Data for analysis:

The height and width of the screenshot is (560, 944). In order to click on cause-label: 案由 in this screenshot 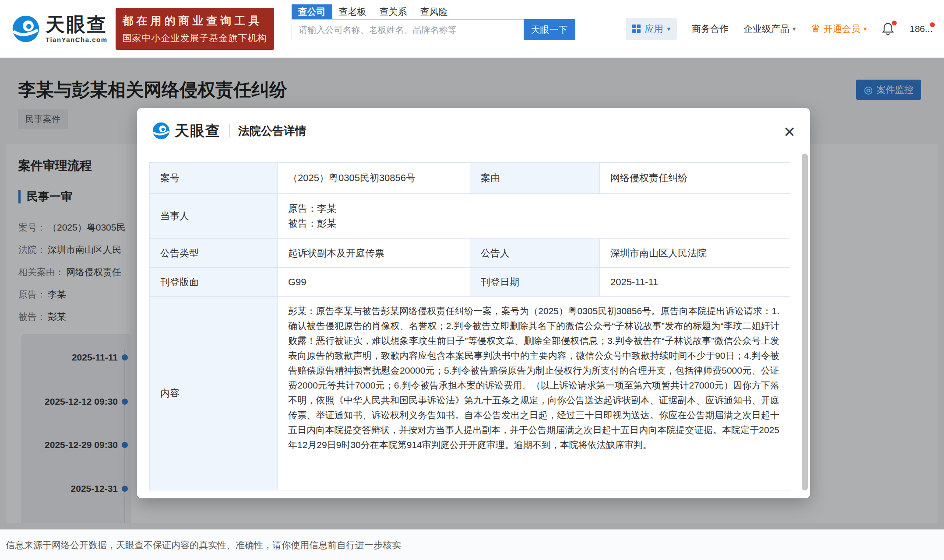, I will do `click(535, 178)`.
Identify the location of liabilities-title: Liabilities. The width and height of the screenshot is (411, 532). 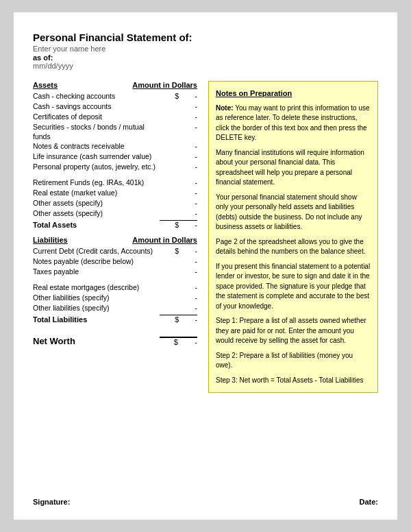
(51, 240).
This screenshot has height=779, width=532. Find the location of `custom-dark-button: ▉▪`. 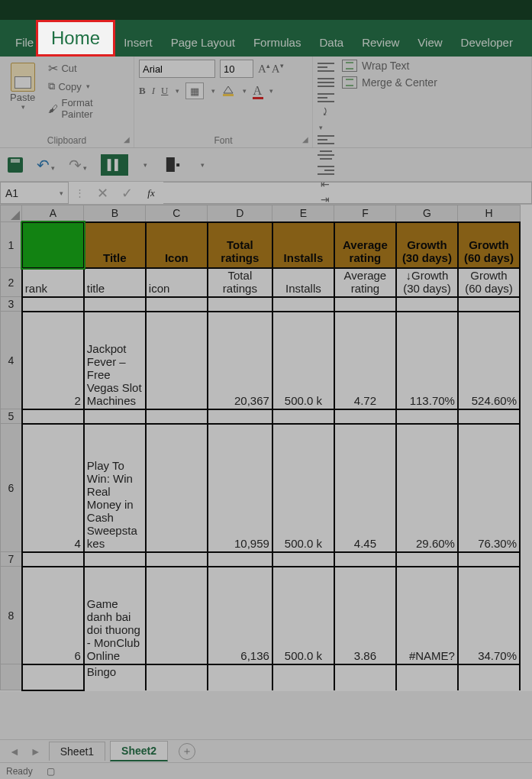

custom-dark-button: ▉▪ is located at coordinates (173, 165).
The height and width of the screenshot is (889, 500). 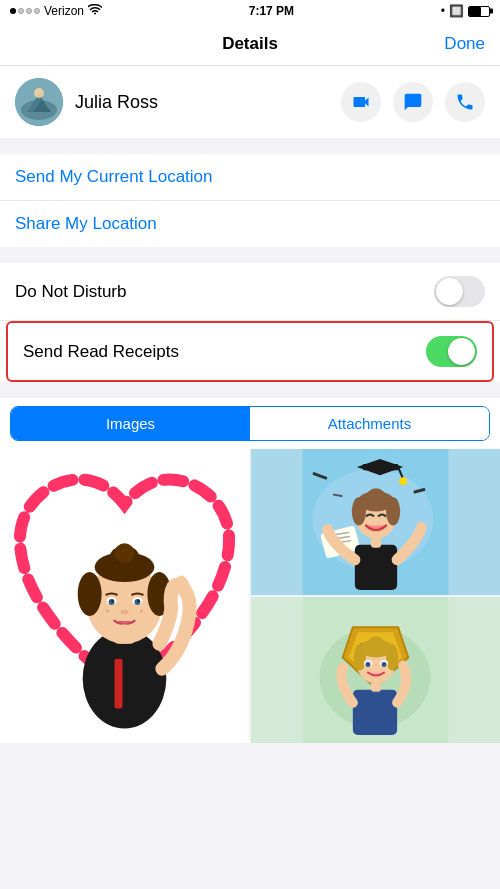 What do you see at coordinates (456, 11) in the screenshot?
I see `bluetooth-label: 🔲` at bounding box center [456, 11].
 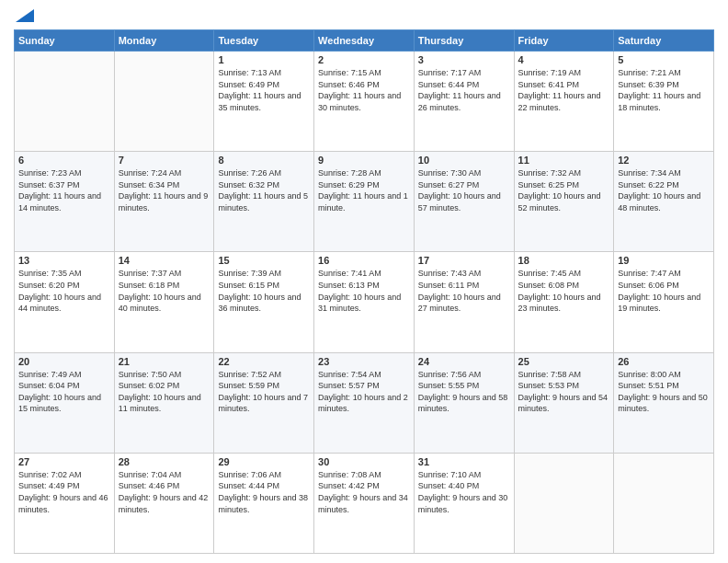 I want to click on day-number: 17, so click(x=464, y=260).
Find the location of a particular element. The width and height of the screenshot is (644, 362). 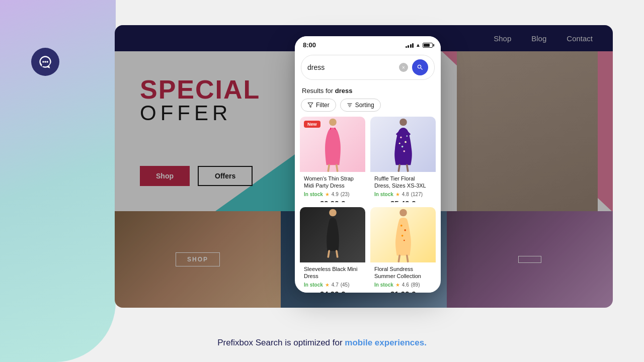

product-card-3: Sleeveless Black Mini Dress In stock ★ 4… is located at coordinates (333, 250).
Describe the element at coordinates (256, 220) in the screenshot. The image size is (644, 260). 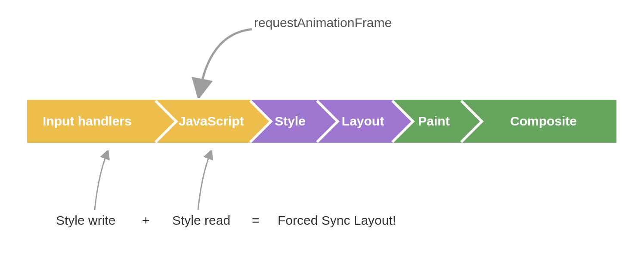
I see `equation-equals: =` at that location.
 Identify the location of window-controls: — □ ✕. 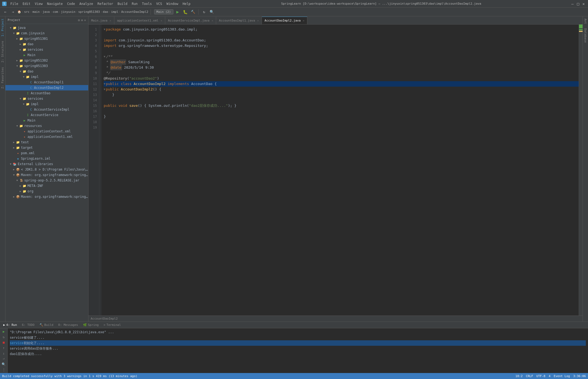
(578, 4).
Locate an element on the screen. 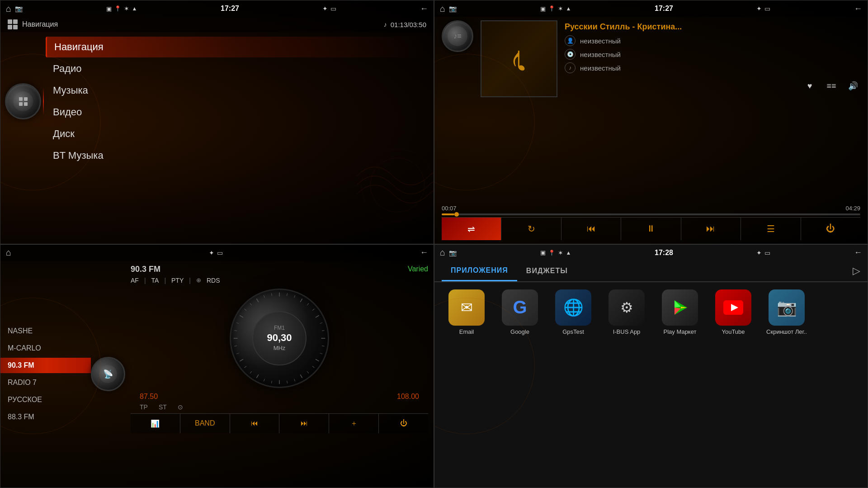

Task goal: The lines to repeat run from the line containing "Find the location of a" through the last line of the material above; give them exactly, without the pictures.

Solution:
Find the location of a particular element. The width and height of the screenshot is (644, 362). 

product-card-3: Sleeveless Black Mini Dress In stock ★ 4… is located at coordinates (333, 250).
Describe the element at coordinates (256, 220) in the screenshot. The image size is (644, 260). 
I see `equation-equals: =` at that location.
 Identify the location of window-controls: — □ ✕. 
(578, 4).
Locate an element on the screen. 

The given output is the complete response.